A “Techbrarian” Approach to Talent Development and Social Action

Over the past couple of decades, Dr. Lahana has built and used this makerspace to explore his work as a self-described techbrarian, an educator who uses instructional technology and media to support talent development and social action in young people.

That framing matters. The makerspace is not about learning tools for the sake of tools. It is about using tools to do something that matters.

If you have followed my writing for a while, you have seen this through line in his work. In 2018, I described walking into his Tech Cafe and realizing you were not entering a space where students were being prepared for the future. You were entering a space where students were doing the work of making the world better right now: The Key to Differentiated Learning: Develop Student Experts.

In Dr. Lahana’s room, students are pushed to explore social issues, research them, and then create something that communicates their learning and their stance. The something could be a video, a podcast, a product, a physical build, a piece of art, or an experience. The medium follows the message.

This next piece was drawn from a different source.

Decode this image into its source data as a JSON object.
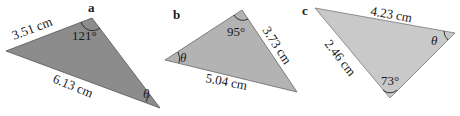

This aligns with what I have written about for years at The Island School, including how models like the Schoolwide Enrichment Model can exist in public schools and how passion-driven work changes what students believe they are capable of: Preparing Students for Success by Helping Them Discover and Develop Their Passions.

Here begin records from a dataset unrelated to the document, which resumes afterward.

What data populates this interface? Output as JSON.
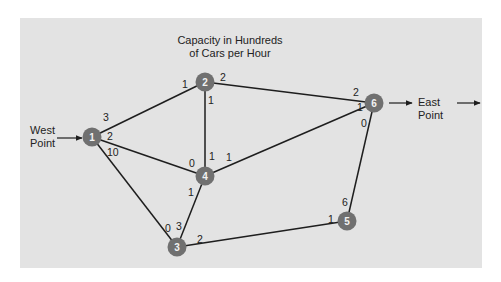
{
  "title_line1": "Capacity in Hundreds",
  "title_line2": "of Cars per Hour",
  "source": {
    "label_line1": "West",
    "label_line2": "Point"
  },
  "sink": {
    "label_line1": "East",
    "label_line2": "Point"
  },
  "colors": {
    "panel": "#e3e3e3",
    "node": "#707070",
    "edge": "#1e1e1e",
    "node_text": "#f2f2f2"
  },
  "nodes": [
    {
      "id": "1",
      "label": "1"
    },
    {
      "id": "2",
      "label": "2"
    },
    {
      "id": "3",
      "label": "3"
    },
    {
      "id": "4",
      "label": "4"
    },
    {
      "id": "5",
      "label": "5"
    },
    {
      "id": "6",
      "label": "6"
    }
  ],
  "edges": [
    {
      "from": "1",
      "to": "2",
      "cap_from": "3",
      "cap_to": "1"
    },
    {
      "from": "1",
      "to": "4",
      "cap_from": "2",
      "cap_to": "0"
    },
    {
      "from": "1",
      "to": "3",
      "cap_from": "10",
      "cap_to": "0"
    },
    {
      "from": "2",
      "to": "6",
      "cap_from": "2",
      "cap_to": "2"
    },
    {
      "from": "2",
      "to": "4",
      "cap_from": "1",
      "cap_to": "1"
    },
    {
      "from": "4",
      "to": "6",
      "cap_from": "1",
      "cap_to": "1"
    },
    {
      "from": "4",
      "to": "3",
      "cap_from": "1",
      "cap_to": "3"
    },
    {
      "from": "3",
      "to": "5",
      "cap_from": "2",
      "cap_to": "1"
    },
    {
      "from": "5",
      "to": "6",
      "cap_from": "6",
      "cap_to": "0"
    }
  ]
}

Student Work in Action: Animal Rights and Artivism

On the day of our visit, middle school students were deep into a project focused on animal rights. Students were buzzing around the room, working with their hands, collaborating naturally, and staying anchored in a meaningful problem they were trying to understand.

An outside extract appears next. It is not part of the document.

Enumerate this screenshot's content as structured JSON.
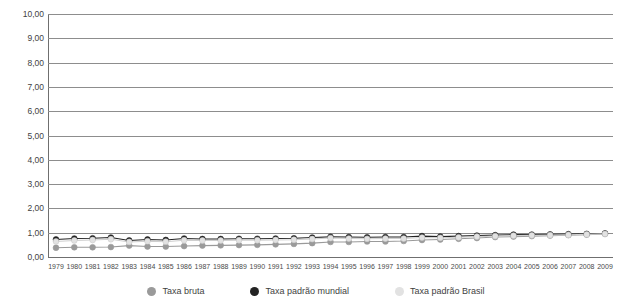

Some were preparing for an upcoming craft sale, making bracelets, buttons, jewelry, and stamped sweatshirts. Their goal was not just to sell items. They were raising money for animal welfare organizations and connecting their making to real world impact.

Other students were creating artivism pieces, including music, podcasts, and video recordings, exploring how art can shift how people think about animal cruelty and ethical consumption.

What stood out was not just the variety of products. It was the seriousness of the conversations happening alongside the making. Students moved between mediums while discussing animal rights with real depth and clarity.

This is also consistent with what I have seen when Island School students are treated as individuals with strengths, interests, and preferred ways to show what they know. Years ago, I shared how students used talent profiles and how one student’s passion for transit became an opportunity to learn deeply and create a video with Lou’s support: Profile of a Passion-Driven Student.

Why This Matters Right Now

Neuroscientist Jared Cooney Horvath’s recent book and article argue that when we gave students laptops, student performance declined, so the tech broke their brains. It is a clean story with a clear villain: technology.

It is also the wrong diagnosis.

I wrote about this directly in: Laptops Did Not Take Away Their Brains. The School Model Did.

That “tech broke kids” storyline skips the real culprits:

High-stakes standardized testing reshaped public schooling. It narrowed what counts as learning, accelerated pacing pressure, and pushed schools toward measurables over meaning.

Inequitable access to effective models of learning is the real divide. The gap is not who gets devices. The gap is who gets powerful learning experiences where technology is used to research, create, build, iterate, publish, and act, and who gets drill and test prep, whether on paper or on a screen.

Dr. Lahana’s makerspace is what the broken-brains argument misses. In his room, technology is available, but it is not the focus. It is one option among many. Students have learned to choose tools to match their intent. They make things for real audiences. They learn through a mix of research, design, collaboration, iteration, and action.

If we want better outcomes, we need to stop blaming devices and start redesigning learning models. We need more environments like this, spaces where students can build, compose, design, publish, advocate, and create.

And we need to be honest: students do not need less technology. They need better learning.